ABSTRACT

The relation between what we call Romanticism and the Gothic tradition has exercised literary critics for many years now. Montague Summers, writing in 1938, was somewhat atypical in seeing the Gothic novel as primarily a Romantic and Catholic genre dealing with what is excluded from the prosaic, materialistinclined, Protestant realist tradition (Summers 1938). For most twentiethcentury critics who choose to theorise Gothic and its relation to literary Romanticism, Gothic was to be distinguished from Romanticism, and the opposition set up between the terms was a tool in the definition of the transcendence of Romanticism. In the 1920s Eino Railo in The Haunted Castle discussed Gothic as a crude, early version of Romanticism. This line of criticism was later taken up by Devendra Varma who declared that the Gothic was ‘“the leafmould” in which more exquisite and stronger plants were rooted’ (Varma 1966: 3). In Railo’s version, the significance of the Gothic lies in its provision of fodder for the Romantic imagination which Romantic poets will transform and spiritualise. According to Railo, Gothic phenomena implicitly discuss the psyche; however, the fact that the stuff of the psyche is presented in material terms (the haunted castle, etc.) becomes the grounds of the Gothic’s inferiority to the Romantic, for the Romantic involves ‘a setting aside of mere outward effects and the transference of psychological phenomena into the foreground’ (Railo 1927: 177).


* **Task requirements**
Every entry should be duplicated verbatim, and no picture may appear in the copy.

START Recorded information

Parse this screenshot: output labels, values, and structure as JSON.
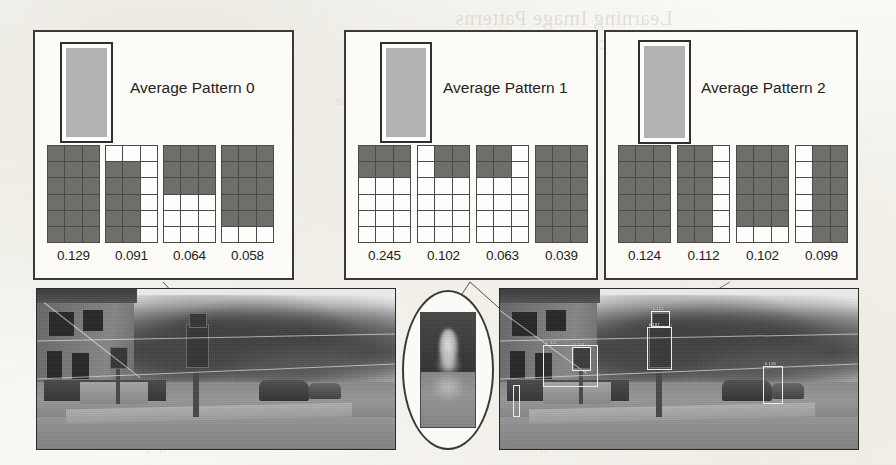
{
  "figure": {
    "kind": "pattern-panels-with-photos",
    "panels": [
      {
        "id": "panel-0",
        "title": "Average Pattern 0",
        "average_swatch_color": "#b3b3b1",
        "patterns": [
          {
            "value": "0.129",
            "cells": [
              [
                1,
                1,
                1
              ],
              [
                1,
                1,
                1
              ],
              [
                1,
                1,
                1
              ],
              [
                1,
                1,
                1
              ],
              [
                1,
                1,
                1
              ],
              [
                1,
                1,
                1
              ]
            ]
          },
          {
            "value": "0.091",
            "cells": [
              [
                0,
                0,
                0
              ],
              [
                1,
                1,
                0
              ],
              [
                1,
                1,
                0
              ],
              [
                1,
                1,
                0
              ],
              [
                1,
                1,
                0
              ],
              [
                1,
                1,
                0
              ]
            ]
          },
          {
            "value": "0.064",
            "cells": [
              [
                1,
                1,
                1
              ],
              [
                1,
                1,
                1
              ],
              [
                1,
                1,
                1
              ],
              [
                0,
                0,
                0
              ],
              [
                0,
                0,
                0
              ],
              [
                0,
                0,
                0
              ]
            ]
          },
          {
            "value": "0.058",
            "cells": [
              [
                1,
                1,
                1
              ],
              [
                1,
                1,
                1
              ],
              [
                1,
                1,
                1
              ],
              [
                1,
                1,
                1
              ],
              [
                1,
                1,
                1
              ],
              [
                0,
                0,
                0
              ]
            ]
          }
        ]
      },
      {
        "id": "panel-1",
        "title": "Average Pattern 1",
        "average_swatch_color": "#b3b3b1",
        "patterns": [
          {
            "value": "0.245",
            "cells": [
              [
                1,
                1,
                1
              ],
              [
                1,
                1,
                1
              ],
              [
                0,
                0,
                0
              ],
              [
                0,
                0,
                0
              ],
              [
                0,
                0,
                0
              ],
              [
                0,
                0,
                0
              ]
            ]
          },
          {
            "value": "0.102",
            "cells": [
              [
                0,
                1,
                1
              ],
              [
                0,
                1,
                1
              ],
              [
                0,
                0,
                0
              ],
              [
                0,
                0,
                0
              ],
              [
                0,
                0,
                0
              ],
              [
                0,
                0,
                0
              ]
            ]
          },
          {
            "value": "0.063",
            "cells": [
              [
                1,
                1,
                0
              ],
              [
                1,
                1,
                0
              ],
              [
                0,
                0,
                0
              ],
              [
                0,
                0,
                0
              ],
              [
                0,
                0,
                0
              ],
              [
                0,
                0,
                0
              ]
            ]
          },
          {
            "value": "0.039",
            "cells": [
              [
                1,
                1,
                1
              ],
              [
                1,
                1,
                1
              ],
              [
                1,
                1,
                1
              ],
              [
                1,
                1,
                1
              ],
              [
                1,
                1,
                1
              ],
              [
                1,
                1,
                1
              ]
            ]
          }
        ]
      },
      {
        "id": "panel-2",
        "title": "Average Pattern 2",
        "average_swatch_color": "#b3b3b1",
        "patterns": [
          {
            "value": "0.124",
            "cells": [
              [
                1,
                1,
                1
              ],
              [
                1,
                1,
                1
              ],
              [
                1,
                1,
                1
              ],
              [
                1,
                1,
                1
              ],
              [
                1,
                1,
                1
              ],
              [
                1,
                1,
                1
              ]
            ]
          },
          {
            "value": "0.112",
            "cells": [
              [
                1,
                1,
                0
              ],
              [
                1,
                1,
                0
              ],
              [
                1,
                1,
                0
              ],
              [
                1,
                1,
                0
              ],
              [
                1,
                1,
                0
              ],
              [
                1,
                1,
                0
              ]
            ]
          },
          {
            "value": "0.102",
            "cells": [
              [
                1,
                1,
                1
              ],
              [
                1,
                1,
                1
              ],
              [
                1,
                1,
                1
              ],
              [
                1,
                1,
                1
              ],
              [
                1,
                1,
                1
              ],
              [
                0,
                0,
                0
              ]
            ]
          },
          {
            "value": "0.099",
            "cells": [
              [
                0,
                1,
                1
              ],
              [
                0,
                1,
                1
              ],
              [
                0,
                1,
                1
              ],
              [
                0,
                1,
                1
              ],
              [
                0,
                1,
                1
              ],
              [
                0,
                1,
                1
              ]
            ]
          }
        ]
      }
    ],
    "photos": [
      {
        "id": "photo-left",
        "caption": "",
        "scene": "street-corner-with-building-trees-and-traffic-signal",
        "has_detection_boxes": false
      },
      {
        "id": "photo-right",
        "caption": "",
        "scene": "street-corner-with-building-trees-and-traffic-signal",
        "has_detection_boxes": true,
        "detection_labels": [
          "0.197",
          "0.122",
          "0.113",
          "0.342",
          "0.128"
        ]
      }
    ],
    "callout": {
      "id": "oval-callout",
      "shape": "ellipse",
      "content": "magnified-blurry-crop"
    }
  },
  "bleedthrough": {
    "title": "Learning Image Patterns",
    "subtitle": "for Object Detection",
    "small1": "reverse",
    "small2": "pattern",
    "small3": "features",
    "foot1": "and the average pattern",
    "foot2": "over the training set",
    "right1": "1 2 3 4 5 6 7"
  }
}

END Recorded information

* **Answer**
Parse this screenshot: output labels, values, and structure as JSON.
{
  "figure": {
    "kind": "pattern-panels-with-photos",
    "panels": [
      {
        "id": "panel-0",
        "title": "Average Pattern 0",
        "average_swatch_color": "#b3b3b1",
        "patterns": [
          {
            "value": "0.129",
            "cells": [
              [
                1,
                1,
                1
              ],
              [
                1,
                1,
                1
              ],
              [
                1,
                1,
                1
              ],
              [
                1,
                1,
                1
              ],
              [
                1,
                1,
                1
              ],
              [
                1,
                1,
                1
              ]
            ]
          },
          {
            "value": "0.091",
            "cells": [
              [
                0,
                0,
                0
              ],
              [
                1,
                1,
                0
              ],
              [
                1,
                1,
                0
              ],
              [
                1,
                1,
                0
              ],
              [
                1,
                1,
                0
              ],
              [
                1,
                1,
                0
              ]
            ]
          },
          {
            "value": "0.064",
            "cells": [
              [
                1,
                1,
                1
              ],
              [
                1,
                1,
                1
              ],
              [
                1,
                1,
                1
              ],
              [
                0,
                0,
                0
              ],
              [
                0,
                0,
                0
              ],
              [
                0,
                0,
                0
              ]
            ]
          },
          {
            "value": "0.058",
            "cells": [
              [
                1,
                1,
                1
              ],
              [
                1,
                1,
                1
              ],
              [
                1,
                1,
                1
              ],
              [
                1,
                1,
                1
              ],
              [
                1,
                1,
                1
              ],
              [
                0,
                0,
                0
              ]
            ]
          }
        ]
      },
      {
        "id": "panel-1",
        "title": "Average Pattern 1",
        "average_swatch_color": "#b3b3b1",
        "patterns": [
          {
            "value": "0.245",
            "cells": [
              [
                1,
                1,
                1
              ],
              [
                1,
                1,
                1
              ],
              [
                0,
                0,
                0
              ],
              [
                0,
                0,
                0
              ],
              [
                0,
                0,
                0
              ],
              [
                0,
                0,
                0
              ]
            ]
          },
          {
            "value": "0.102",
            "cells": [
              [
                0,
                1,
                1
              ],
              [
                0,
                1,
                1
              ],
              [
                0,
                0,
                0
              ],
              [
                0,
                0,
                0
              ],
              [
                0,
                0,
                0
              ],
              [
                0,
                0,
                0
              ]
            ]
          },
          {
            "value": "0.063",
            "cells": [
              [
                1,
                1,
                0
              ],
              [
                1,
                1,
                0
              ],
              [
                0,
                0,
                0
              ],
              [
                0,
                0,
                0
              ],
              [
                0,
                0,
                0
              ],
              [
                0,
                0,
                0
              ]
            ]
          },
          {
            "value": "0.039",
            "cells": [
              [
                1,
                1,
                1
              ],
              [
                1,
                1,
                1
              ],
              [
                1,
                1,
                1
              ],
              [
                1,
                1,
                1
              ],
              [
                1,
                1,
                1
              ],
              [
                1,
                1,
                1
              ]
            ]
          }
        ]
      },
      {
        "id": "panel-2",
        "title": "Average Pattern 2",
        "average_swatch_color": "#b3b3b1",
        "patterns": [
          {
            "value": "0.124",
            "cells": [
              [
                1,
                1,
                1
              ],
              [
                1,
                1,
                1
              ],
              [
                1,
                1,
                1
              ],
              [
                1,
                1,
                1
              ],
              [
                1,
                1,
                1
              ],
              [
                1,
                1,
                1
              ]
            ]
          },
          {
            "value": "0.112",
            "cells": [
              [
                1,
                1,
                0
              ],
              [
                1,
                1,
                0
              ],
              [
                1,
                1,
                0
              ],
              [
                1,
                1,
                0
              ],
              [
                1,
                1,
                0
              ],
              [
                1,
                1,
                0
              ]
            ]
          },
          {
            "value": "0.102",
            "cells": [
              [
                1,
                1,
                1
              ],
              [
                1,
                1,
                1
              ],
              [
                1,
                1,
                1
              ],
              [
                1,
                1,
                1
              ],
              [
                1,
                1,
                1
              ],
              [
                0,
                0,
                0
              ]
            ]
          },
          {
            "value": "0.099",
            "cells": [
              [
                0,
                1,
                1
              ],
              [
                0,
                1,
                1
              ],
              [
                0,
                1,
                1
              ],
              [
                0,
                1,
                1
              ],
              [
                0,
                1,
                1
              ],
              [
                0,
                1,
                1
              ]
            ]
          }
        ]
      }
    ],
    "photos": [
      {
        "id": "photo-left",
        "caption": "",
        "scene": "street-corner-with-building-trees-and-traffic-signal",
        "has_detection_boxes": false
      },
      {
        "id": "photo-right",
        "caption": "",
        "scene": "street-corner-with-building-trees-and-traffic-signal",
        "has_detection_boxes": true,
        "detection_labels": [
          "0.197",
          "0.122",
          "0.113",
          "0.342",
          "0.128"
        ]
      }
    ],
    "callout": {
      "id": "oval-callout",
      "shape": "ellipse",
      "content": "magnified-blurry-crop"
    }
  },
  "bleedthrough": {
    "title": "Learning Image Patterns",
    "subtitle": "for Object Detection",
    "small1": "reverse",
    "small2": "pattern",
    "small3": "features",
    "foot1": "and the average pattern",
    "foot2": "over the training set",
    "right1": "1 2 3 4 5 6 7"
  }
}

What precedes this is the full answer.